Low Power Aging-Aware On-Chip Memory Structure Design by Duty Cycle Balancing

2016 ◽  
Vol 25 (09) ◽  
pp. 1650115
Author(s):  
Shuai Wang ◽  
Tao Jin ◽  
Chuanlei Zheng ◽  
Guangshan Duan

The degradation of CMOS devices over the lifetime can cause severe threat to the system performance and reliability at deep submicron semiconductor technologies. The negative bias temperature instability (NBTI) is among the most important sources of the aging mechanisms. Applying the traditional guardbanding technique to address the decreased speed of devices is too costly. On-chip memory structures, such as register files and on-chip caches, suffer a very high NBTI stress. In this paper, we propose the aging-aware design to combat the NBTI-induced aging in integer register files, data caches and instruction caches in high-performance microprocessors. The proposed aging-aware design can mitigate the negative aging effects by balancing the duty cycle ratio of the internal bits in on-chip memory structures. Besides the aging problem, the power consumption is also one of the most prominent issues in microprocessor design. Therefore, we further propose to apply the low power schemes to different memory structures under aging-aware design. The proposed low power aging-aware design can also achieve a significant power reduction, which will further reduce the temperature and NBTI degradation of the on-chip memory structures. Our experimental results show that our aging-aware design can effectively reduce the NBTI stress with 30.8%, 64.5% and 72.0% power saving for the integer register file, data cache and instruction cache, respectively.

Author(s):  
A. Ferrerón Labari ◽  
D. Suárez Gracia ◽  
V. Viñals Yúfera

In the last years, embedded systems have evolved so that they offer capabilities we could only find before in high performance systems. Portable devices already have multiprocessors on-chip (such as PowerPC 476FP or ARM Cortex A9 MP), usually multi-threaded, and a powerful multi-level cache memory hierarchy on-chip. As most of these systems are battery-powered, the power consumption becomes a critical issue. Achieving high performance and low power consumption is a high complexity challenge where some proposals have been already made. Suarez et al. proposed a new cache hierarchy on-chip, the LP-NUCA (Low Power NUCA), which is able to reduce the access latency taking advantage of NUCA (Non-Uniform Cache Architectures) properties. The key points are decoupling the functionality, and utilizing three specialized networks on-chip. This structure has been proved to be efficient for data hierarchies, achieving a good performance and reducing the energy consumption. On the other hand, instruction caches have different requirements and characteristics than data caches, contradicting the low-power embedded systems requirements, especially in SMT (simultaneous multi-threading) environments. We want to study the benefits of utilizing small tiled caches for the instruction hierarchy, so we propose a new design, ID-LP-NUCAs. Thus, we need to re-evaluate completely our previous design in terms of structure design, interconnection networks (including topologies, flow control and routing), content management (with special interest in hardware/software content allocation policies), and structure sharing. In CMP environments (chip multiprocessors) with parallel workloads, coherence plays an important role, and must be taken into consideration.


Nanophotonics ◽  
2020 ◽  
Vol 10 (2) ◽  
pp. 937-945
Author(s):  
Ruihuan Zhang ◽  
Yu He ◽  
Yong Zhang ◽  
Shaohua An ◽  
Qingming Zhu ◽  
...  

AbstractUltracompact and low-power-consumption optical switches are desired for high-performance telecommunication networks and data centers. Here, we demonstrate an on-chip power-efficient 2 × 2 thermo-optic switch unit by using a suspended photonic crystal nanobeam structure. A submilliwatt switching power of 0.15 mW is obtained with a tuning efficiency of 7.71 nm/mW in a compact footprint of 60 μm × 16 μm. The bandwidth of the switch is properly designed for a four-level pulse amplitude modulation signal with a 124 Gb/s raw data rate. To the best of our knowledge, the proposed switch is the most power-efficient resonator-based thermo-optic switch unit with the highest tuning efficiency and data ever reported.


2020 ◽  
Vol 2 (3) ◽  
pp. 158-168
Author(s):  
Muhammad Raza Naqvi

Mostly communication now days is done through SoC (system on chip) models so, NoC (network on chip) architecture is most appropriate solution for better performance. However, one of major flaws in this architecture is power consumption. To gain high performance through this type of architecture it is necessary to confirm power consumption while designing this. Use of power should be diminished in every region of network chip architecture. Lasting power consumption can be lessened by reaching alterations in network routers and other devices used to form that network. This research mainly focusses on state-of-the-art methods for designing NoC architecture and techniques to reduce power consumption in those architectures like, network architecture, network links between nodes, network design, and routers.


PROBLEM DESCRIPTION> Check every line in the listing below for "middle". Copy the ones where it occurs.

+++ RECORDS PROVIDED +++

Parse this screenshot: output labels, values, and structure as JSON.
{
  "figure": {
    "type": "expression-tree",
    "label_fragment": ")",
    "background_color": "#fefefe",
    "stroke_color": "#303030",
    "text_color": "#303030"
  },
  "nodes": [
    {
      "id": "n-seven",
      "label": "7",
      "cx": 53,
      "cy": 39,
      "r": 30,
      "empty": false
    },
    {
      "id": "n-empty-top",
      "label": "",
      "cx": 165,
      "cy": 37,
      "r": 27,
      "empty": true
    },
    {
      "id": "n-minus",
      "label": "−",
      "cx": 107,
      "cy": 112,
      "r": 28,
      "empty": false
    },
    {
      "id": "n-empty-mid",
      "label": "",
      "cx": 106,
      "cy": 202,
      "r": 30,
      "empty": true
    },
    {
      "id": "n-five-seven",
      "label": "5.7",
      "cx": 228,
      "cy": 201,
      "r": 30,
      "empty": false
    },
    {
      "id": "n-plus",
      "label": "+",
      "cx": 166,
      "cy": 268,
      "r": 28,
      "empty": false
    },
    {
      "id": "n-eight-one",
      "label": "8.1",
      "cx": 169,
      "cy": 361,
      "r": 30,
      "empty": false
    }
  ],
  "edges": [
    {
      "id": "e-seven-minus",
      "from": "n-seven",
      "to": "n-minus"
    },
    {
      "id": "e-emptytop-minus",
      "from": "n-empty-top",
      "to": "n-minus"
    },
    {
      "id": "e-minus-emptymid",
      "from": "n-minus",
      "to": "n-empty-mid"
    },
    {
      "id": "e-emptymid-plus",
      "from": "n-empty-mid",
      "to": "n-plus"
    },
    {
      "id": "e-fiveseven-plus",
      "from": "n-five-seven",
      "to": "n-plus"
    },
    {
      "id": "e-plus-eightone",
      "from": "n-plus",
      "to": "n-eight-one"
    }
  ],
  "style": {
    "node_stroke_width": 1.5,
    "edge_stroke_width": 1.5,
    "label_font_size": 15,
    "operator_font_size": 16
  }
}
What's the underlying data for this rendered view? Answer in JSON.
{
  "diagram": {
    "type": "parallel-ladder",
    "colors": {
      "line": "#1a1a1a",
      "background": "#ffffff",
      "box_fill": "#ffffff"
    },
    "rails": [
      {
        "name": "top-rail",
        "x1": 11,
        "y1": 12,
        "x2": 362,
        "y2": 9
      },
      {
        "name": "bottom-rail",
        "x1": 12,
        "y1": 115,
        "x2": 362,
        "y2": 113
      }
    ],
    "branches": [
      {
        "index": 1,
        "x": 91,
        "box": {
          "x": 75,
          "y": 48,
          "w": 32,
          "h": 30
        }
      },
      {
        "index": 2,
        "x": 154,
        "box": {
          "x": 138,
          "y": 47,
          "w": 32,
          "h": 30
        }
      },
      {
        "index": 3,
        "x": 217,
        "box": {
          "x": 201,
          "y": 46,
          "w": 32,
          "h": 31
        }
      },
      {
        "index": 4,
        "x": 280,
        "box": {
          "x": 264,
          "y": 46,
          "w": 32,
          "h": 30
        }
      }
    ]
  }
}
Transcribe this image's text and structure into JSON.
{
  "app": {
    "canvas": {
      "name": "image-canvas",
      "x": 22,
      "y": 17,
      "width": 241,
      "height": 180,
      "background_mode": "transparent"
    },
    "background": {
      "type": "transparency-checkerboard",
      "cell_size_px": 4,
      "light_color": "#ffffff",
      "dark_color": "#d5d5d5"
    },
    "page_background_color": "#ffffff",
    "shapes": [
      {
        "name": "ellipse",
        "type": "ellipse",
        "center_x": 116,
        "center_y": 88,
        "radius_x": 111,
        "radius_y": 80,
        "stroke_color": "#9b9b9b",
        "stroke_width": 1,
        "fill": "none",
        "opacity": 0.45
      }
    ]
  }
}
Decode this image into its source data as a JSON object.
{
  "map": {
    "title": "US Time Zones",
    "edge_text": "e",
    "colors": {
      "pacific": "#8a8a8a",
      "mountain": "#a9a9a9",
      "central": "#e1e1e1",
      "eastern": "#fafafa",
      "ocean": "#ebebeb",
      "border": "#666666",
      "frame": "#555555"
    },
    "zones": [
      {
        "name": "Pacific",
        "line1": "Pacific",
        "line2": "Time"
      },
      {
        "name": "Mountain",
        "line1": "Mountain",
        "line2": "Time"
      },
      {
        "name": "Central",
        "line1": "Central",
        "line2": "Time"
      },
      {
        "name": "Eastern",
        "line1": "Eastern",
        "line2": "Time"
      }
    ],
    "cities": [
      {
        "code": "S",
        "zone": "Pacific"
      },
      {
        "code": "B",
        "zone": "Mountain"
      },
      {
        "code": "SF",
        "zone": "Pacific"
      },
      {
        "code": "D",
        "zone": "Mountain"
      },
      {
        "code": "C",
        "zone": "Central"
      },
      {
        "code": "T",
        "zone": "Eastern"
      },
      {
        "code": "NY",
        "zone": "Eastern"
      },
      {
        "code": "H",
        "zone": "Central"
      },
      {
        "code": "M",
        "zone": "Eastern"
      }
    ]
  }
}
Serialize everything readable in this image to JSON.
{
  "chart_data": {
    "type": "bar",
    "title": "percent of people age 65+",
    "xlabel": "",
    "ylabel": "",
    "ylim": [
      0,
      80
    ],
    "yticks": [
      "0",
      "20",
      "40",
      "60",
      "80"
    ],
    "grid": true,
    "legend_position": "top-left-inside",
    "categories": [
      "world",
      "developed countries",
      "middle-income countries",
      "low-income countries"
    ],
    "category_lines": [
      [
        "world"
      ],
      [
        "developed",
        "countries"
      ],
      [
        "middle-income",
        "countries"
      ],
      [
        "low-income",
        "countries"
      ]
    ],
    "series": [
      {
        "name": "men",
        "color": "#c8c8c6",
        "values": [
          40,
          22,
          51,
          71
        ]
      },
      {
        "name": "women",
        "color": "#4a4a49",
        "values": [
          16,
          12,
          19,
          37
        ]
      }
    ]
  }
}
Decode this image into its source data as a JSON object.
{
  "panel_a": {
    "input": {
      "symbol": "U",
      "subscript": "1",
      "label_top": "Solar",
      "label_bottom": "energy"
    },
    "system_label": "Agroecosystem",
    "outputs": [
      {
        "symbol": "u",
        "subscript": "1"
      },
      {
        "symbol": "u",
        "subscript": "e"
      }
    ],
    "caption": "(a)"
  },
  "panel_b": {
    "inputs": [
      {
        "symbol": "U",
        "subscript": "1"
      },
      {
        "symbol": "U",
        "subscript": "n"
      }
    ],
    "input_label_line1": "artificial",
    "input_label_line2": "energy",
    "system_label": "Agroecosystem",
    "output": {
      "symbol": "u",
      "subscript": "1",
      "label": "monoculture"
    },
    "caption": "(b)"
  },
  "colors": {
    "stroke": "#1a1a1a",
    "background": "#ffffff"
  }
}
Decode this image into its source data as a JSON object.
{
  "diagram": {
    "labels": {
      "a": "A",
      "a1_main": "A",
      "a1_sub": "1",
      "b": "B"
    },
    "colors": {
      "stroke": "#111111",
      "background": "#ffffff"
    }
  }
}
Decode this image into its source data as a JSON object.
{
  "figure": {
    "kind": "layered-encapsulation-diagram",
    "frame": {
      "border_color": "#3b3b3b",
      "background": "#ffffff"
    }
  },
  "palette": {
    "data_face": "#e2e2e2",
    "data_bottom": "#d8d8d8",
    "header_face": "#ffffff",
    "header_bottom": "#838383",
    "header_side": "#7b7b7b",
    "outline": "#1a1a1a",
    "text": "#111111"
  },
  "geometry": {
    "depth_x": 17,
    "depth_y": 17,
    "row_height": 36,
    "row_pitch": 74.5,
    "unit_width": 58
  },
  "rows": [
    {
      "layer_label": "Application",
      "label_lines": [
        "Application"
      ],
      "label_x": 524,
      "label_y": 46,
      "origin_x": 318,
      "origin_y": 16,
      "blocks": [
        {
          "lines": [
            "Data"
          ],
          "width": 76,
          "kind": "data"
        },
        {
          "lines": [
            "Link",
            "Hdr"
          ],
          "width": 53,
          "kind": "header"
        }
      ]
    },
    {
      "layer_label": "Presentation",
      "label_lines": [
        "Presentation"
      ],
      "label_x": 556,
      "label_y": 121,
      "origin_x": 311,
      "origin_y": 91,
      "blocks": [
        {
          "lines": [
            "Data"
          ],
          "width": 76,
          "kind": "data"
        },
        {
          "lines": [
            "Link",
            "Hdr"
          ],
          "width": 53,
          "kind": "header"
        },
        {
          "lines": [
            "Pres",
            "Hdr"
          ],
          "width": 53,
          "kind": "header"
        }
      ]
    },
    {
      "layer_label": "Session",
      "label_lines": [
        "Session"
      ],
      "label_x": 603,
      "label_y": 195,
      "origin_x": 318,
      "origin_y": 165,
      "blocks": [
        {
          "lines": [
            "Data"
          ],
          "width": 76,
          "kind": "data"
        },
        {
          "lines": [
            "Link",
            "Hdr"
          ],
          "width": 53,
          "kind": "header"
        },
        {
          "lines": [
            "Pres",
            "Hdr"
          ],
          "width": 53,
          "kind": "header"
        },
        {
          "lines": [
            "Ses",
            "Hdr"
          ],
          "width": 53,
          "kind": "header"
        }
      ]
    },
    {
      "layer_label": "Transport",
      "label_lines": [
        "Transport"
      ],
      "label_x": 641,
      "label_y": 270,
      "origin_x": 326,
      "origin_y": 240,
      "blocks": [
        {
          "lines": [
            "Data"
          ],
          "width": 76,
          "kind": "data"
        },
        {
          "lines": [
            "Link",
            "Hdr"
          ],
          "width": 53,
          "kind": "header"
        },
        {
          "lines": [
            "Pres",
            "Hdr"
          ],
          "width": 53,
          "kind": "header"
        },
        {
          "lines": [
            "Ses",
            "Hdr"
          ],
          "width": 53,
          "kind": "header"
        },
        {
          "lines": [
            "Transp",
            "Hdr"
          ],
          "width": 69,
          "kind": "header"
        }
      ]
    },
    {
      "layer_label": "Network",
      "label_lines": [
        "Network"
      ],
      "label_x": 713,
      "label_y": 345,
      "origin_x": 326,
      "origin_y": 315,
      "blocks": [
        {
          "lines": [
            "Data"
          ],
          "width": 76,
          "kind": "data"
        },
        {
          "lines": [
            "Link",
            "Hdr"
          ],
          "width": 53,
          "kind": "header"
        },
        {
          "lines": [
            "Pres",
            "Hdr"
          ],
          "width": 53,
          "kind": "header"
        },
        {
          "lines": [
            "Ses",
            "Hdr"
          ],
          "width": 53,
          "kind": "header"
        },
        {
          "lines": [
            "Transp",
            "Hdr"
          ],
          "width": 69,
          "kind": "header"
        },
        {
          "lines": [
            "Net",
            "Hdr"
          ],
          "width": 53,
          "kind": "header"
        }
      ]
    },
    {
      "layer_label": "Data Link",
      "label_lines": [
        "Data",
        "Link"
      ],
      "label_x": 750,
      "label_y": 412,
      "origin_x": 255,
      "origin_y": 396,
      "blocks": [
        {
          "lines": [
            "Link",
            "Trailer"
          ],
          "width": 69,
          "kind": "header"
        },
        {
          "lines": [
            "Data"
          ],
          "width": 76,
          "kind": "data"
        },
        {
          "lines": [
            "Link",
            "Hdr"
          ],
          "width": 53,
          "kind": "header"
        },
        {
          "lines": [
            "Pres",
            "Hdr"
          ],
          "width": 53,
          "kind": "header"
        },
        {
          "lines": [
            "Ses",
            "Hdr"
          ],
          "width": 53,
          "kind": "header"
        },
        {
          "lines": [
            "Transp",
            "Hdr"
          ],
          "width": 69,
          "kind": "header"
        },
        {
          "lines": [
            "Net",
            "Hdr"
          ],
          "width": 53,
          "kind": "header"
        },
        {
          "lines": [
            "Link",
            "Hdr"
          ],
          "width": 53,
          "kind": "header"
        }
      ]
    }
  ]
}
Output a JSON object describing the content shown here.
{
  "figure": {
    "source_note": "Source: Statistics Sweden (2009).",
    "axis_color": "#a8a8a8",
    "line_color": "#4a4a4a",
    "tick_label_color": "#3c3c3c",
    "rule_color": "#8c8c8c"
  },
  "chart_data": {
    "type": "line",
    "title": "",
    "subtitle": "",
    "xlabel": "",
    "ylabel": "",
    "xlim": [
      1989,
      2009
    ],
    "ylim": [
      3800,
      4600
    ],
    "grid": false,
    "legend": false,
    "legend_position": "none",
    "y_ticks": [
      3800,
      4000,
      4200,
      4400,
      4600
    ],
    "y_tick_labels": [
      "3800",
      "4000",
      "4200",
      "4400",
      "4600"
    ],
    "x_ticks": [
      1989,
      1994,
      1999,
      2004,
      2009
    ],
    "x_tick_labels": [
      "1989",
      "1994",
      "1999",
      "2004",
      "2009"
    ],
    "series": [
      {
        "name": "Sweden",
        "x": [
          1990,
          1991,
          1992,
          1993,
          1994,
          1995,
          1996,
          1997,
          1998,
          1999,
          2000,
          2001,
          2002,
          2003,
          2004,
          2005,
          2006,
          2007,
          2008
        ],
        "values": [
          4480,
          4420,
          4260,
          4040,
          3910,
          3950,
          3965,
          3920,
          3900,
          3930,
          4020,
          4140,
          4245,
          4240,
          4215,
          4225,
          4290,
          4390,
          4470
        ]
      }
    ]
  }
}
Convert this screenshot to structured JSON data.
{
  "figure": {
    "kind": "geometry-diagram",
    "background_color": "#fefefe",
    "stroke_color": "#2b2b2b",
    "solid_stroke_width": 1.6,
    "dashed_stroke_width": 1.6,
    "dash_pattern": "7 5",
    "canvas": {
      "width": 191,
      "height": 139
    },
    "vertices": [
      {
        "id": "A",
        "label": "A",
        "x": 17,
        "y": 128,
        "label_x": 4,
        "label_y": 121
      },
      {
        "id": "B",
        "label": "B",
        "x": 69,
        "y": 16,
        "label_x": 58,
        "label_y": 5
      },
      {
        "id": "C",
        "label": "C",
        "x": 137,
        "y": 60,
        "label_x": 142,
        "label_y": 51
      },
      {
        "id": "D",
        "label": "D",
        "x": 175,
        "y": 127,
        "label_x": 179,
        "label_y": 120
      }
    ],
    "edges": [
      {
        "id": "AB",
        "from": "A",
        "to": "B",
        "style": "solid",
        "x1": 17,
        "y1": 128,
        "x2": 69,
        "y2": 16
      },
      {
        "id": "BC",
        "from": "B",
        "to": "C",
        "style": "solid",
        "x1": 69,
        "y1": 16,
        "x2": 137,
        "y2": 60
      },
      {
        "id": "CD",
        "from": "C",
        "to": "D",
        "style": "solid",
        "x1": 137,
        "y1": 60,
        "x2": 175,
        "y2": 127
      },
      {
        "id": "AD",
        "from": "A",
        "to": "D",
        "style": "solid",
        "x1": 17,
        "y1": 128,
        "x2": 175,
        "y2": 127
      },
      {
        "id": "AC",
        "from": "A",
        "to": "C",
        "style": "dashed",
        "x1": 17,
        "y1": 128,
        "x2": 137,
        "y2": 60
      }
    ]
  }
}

+++

TASK RESULT>
      "middle-income countries",
        "middle-income",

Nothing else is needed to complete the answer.